At Netenrich, we call a set of alerts, which may or may not be malicious, a situation. When using our Resolution Intelligence Cloud platform and you see multiple indicators (e.g., rule matches or anomalies), you can say with confidence you need to take action. You can focus on the repeated whispers.

user-categories

 

Here, the whispers include five detection rules spanning four MITRE ATT&CK techniques from three different log sources. This is triangulation. A correlation of correlations.

Based on my experience over the last decade, I can say with some confidence that rules produce 90+% false positives. They are real events, but nothing that requires action. Moreover, rules can often not fire at all because they’re looking for last year’s malware.

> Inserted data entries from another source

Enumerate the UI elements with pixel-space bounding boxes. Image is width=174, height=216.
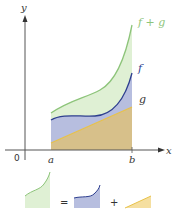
- f-plus-g-label: f + g: [137, 16, 165, 29]
- y-axis-label: y: [20, 2, 27, 13]
- y-axis-arrow-icon: [23, 15, 28, 22]
- mini-f-plus-g-area: [25, 172, 50, 208]
- a-label: a: [48, 154, 54, 165]
- plus-sign: +: [110, 197, 118, 208]
- x-axis-label: x: [166, 145, 172, 156]
- origin-label: 0: [14, 153, 20, 163]
- area-sum-diagram: y x 0 a b f + g f g = +: [0, 0, 174, 216]
- b-label: b: [129, 154, 135, 165]
- f-label: f: [137, 62, 144, 75]
- equation-row: = +: [25, 172, 151, 208]
- g-label: g: [139, 93, 146, 106]
- equals-sign: =: [60, 197, 68, 208]
- x-axis-arrow-icon: [158, 148, 165, 153]
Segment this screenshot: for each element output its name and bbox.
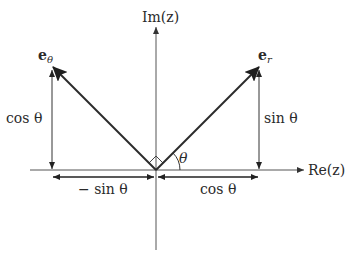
e-theta-label: eθ (38, 47, 53, 65)
e-r-vertical-label: sin θ (264, 110, 298, 126)
e-theta-horizontal-label: − sin θ (78, 181, 128, 197)
polar-unit-vectors-diagram: Re(z) Im(z) θ er eθ sin θ cos θ cos θ − … (0, 0, 362, 262)
angle-theta-label: θ (179, 150, 188, 166)
e-theta-vector (53, 67, 156, 170)
imaginary-axis-label: Im(z) (142, 9, 179, 25)
real-axis-label: Re(z) (308, 162, 345, 178)
e-theta-vertical-label: cos θ (6, 110, 42, 126)
e-r-label: er (258, 47, 273, 65)
e-r-horizontal-label: cos θ (200, 181, 236, 197)
e-r-vector (156, 67, 259, 170)
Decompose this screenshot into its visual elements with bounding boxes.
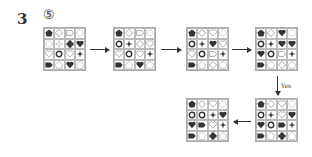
diamond-icon (136, 40, 144, 48)
heart-icon (45, 50, 53, 58)
pentagon-icon (198, 61, 206, 69)
cross-icon (55, 40, 63, 48)
grid-cell (208, 49, 218, 60)
grid-cell (114, 60, 124, 71)
pentagon-icon (267, 132, 275, 140)
heart-icon (278, 100, 286, 108)
grid-cell (266, 60, 276, 71)
grid-cell (287, 39, 297, 50)
heart-icon (278, 111, 286, 119)
grid-cell (256, 28, 266, 39)
grid-cell (197, 60, 207, 71)
grid-cell (277, 28, 287, 39)
grid-cell (65, 39, 75, 50)
ring-icon (257, 111, 265, 119)
flower-icon (288, 100, 296, 108)
grid-cell (187, 39, 197, 50)
tag-icon (257, 61, 265, 69)
question-number: 3 (17, 10, 27, 28)
grid-cell (266, 110, 276, 121)
ring-icon (257, 40, 265, 48)
pentagon-icon (198, 132, 206, 140)
grid-cell (75, 60, 85, 71)
heart-icon (278, 29, 286, 37)
flower-icon (76, 29, 84, 37)
heart-icon (209, 29, 217, 37)
grid-cell (266, 131, 276, 142)
tag-icon (278, 50, 286, 58)
pentagon-icon (219, 132, 227, 140)
grid-cell (277, 120, 287, 131)
grid-cell (197, 110, 207, 121)
grid-cell (287, 60, 297, 71)
grid-cell (218, 60, 228, 71)
diamond-icon (198, 29, 206, 37)
grid-cell (197, 99, 207, 110)
grid-3 (186, 27, 229, 71)
grid-cell (208, 28, 218, 39)
heart-icon (136, 50, 144, 58)
grid-cell (75, 49, 85, 60)
grid-cell (277, 60, 287, 71)
grid-cell (218, 110, 228, 121)
flower-icon (146, 29, 154, 37)
ring-icon (198, 111, 206, 119)
grid-cell (145, 49, 155, 60)
grid-cell (266, 99, 276, 110)
cross-icon (267, 40, 275, 48)
arrow-left (234, 121, 251, 122)
grid-cell (54, 39, 64, 50)
flower-icon (288, 29, 296, 37)
ring-icon (198, 50, 206, 58)
heart-icon (288, 111, 296, 119)
grid-cell (44, 39, 54, 50)
grid-cell (218, 39, 228, 50)
grid-cell (114, 49, 124, 60)
diamond-icon (278, 61, 286, 69)
grid-cell (208, 60, 218, 71)
grid-cell (114, 39, 124, 50)
cross-icon (125, 40, 133, 48)
heart-icon (219, 40, 227, 48)
grid-cell (287, 120, 297, 131)
heart-icon (115, 50, 123, 58)
heart-icon (209, 121, 217, 129)
pentagon-icon (146, 61, 154, 69)
heart-icon (188, 50, 196, 58)
grid-cell (266, 120, 276, 131)
grid-cell (135, 39, 145, 50)
grid-cell (187, 99, 197, 110)
grid-cell (208, 131, 218, 142)
grid-cell (218, 131, 228, 142)
grid-cell (65, 49, 75, 60)
ring-icon (267, 121, 275, 129)
grid-cell (208, 39, 218, 50)
pentagon-icon (288, 132, 296, 140)
heart-icon (136, 61, 144, 69)
star4-icon (76, 50, 84, 58)
grid-cell (197, 49, 207, 60)
arrow-right-3 (232, 49, 251, 50)
pentagon-icon (45, 29, 53, 37)
pentagon-icon (115, 29, 123, 37)
diamond-icon (267, 29, 275, 37)
diamond-icon (198, 100, 206, 108)
heart-icon (146, 40, 154, 48)
yes-label: Yes (281, 82, 291, 89)
cross-icon (198, 40, 206, 48)
grid-cell (208, 110, 218, 121)
heart-icon (257, 50, 265, 58)
grid-cell (44, 60, 54, 71)
grid-cell (187, 131, 197, 142)
star4-icon (288, 121, 296, 129)
grid-4 (255, 27, 298, 71)
grid-cell (124, 28, 134, 39)
heart-icon (278, 40, 286, 48)
grid-cell (197, 39, 207, 50)
grid-cell (54, 28, 64, 39)
ring-icon (188, 40, 196, 48)
grid-cell (54, 49, 64, 60)
grid-cell (256, 131, 266, 142)
grid-cell (197, 120, 207, 131)
grid-cell (44, 49, 54, 60)
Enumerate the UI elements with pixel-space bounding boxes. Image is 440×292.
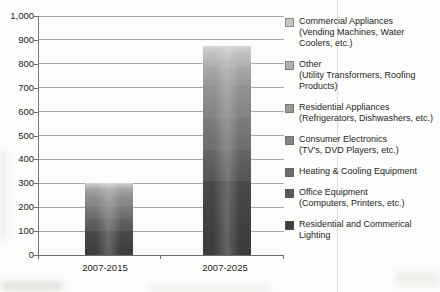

But by the time you get a second strike in a different ATT&CK category from a different log source, the false positive rate drops to less than 30%. By the time you get a third strike, you’re down to around 3%.

Noise reduction increases another order of magnitude with threat chaining versus SIEM. One million inbound raw events become one situation. Going back to our early math, 86,400,000 events (1,000 events/second) turn into 86 situations a day. It’s still a lot, but also, a manageable number.

Time to SOAR

Round five! You’re down to 86 situations that need a response. Now what? Thankfully, there is a small subset of responses that handles most of these situations.

SOAR to the rescue:

SOAR Playbooks Steps
Identify Friend or Foe (IFF) Open ticket, add threat intel, determine internal vs. external.
Remove malware. Isolate host, scan for malware, remove malware, update the EDR and OS, add to watchlist.
Disable user account. Disable primary user account. Notify IAM/provisioning. Disable additional linked accounts, as required.
Remove phishing email. Search for additional instances in other mailboxes. Remove all. Block sending domain.
Remove malware attachment from email. Search for additional instances in other mailboxes. Remove all. 
Block inbound threat source. Add IP to block list on firewall.
Distribute black list - EDR. Add Filename and Checksum to blocked process list.

 

Yes, some subset of those 86 will still need investigation. However, with a 3% false-positive rate, blocking the discovered IP address, malicious file, or infected machine will take care of more than 80% of those, leaving about 17 situations/day.

Generally, it’s possible to triage an event in 15 minutes — so, 17 is a manageable number. While one or two may need a deep dive that takes several hours, those are the interesting cases rather than the noise systems should learn to ignore. What’s more, this refinement now allows SOC teams to focus on what matters most to the business (See UEBA as a Use Case).

Today, it’s the best way to find threats in logs in an automated manner without a huge team and without missing nasty threats.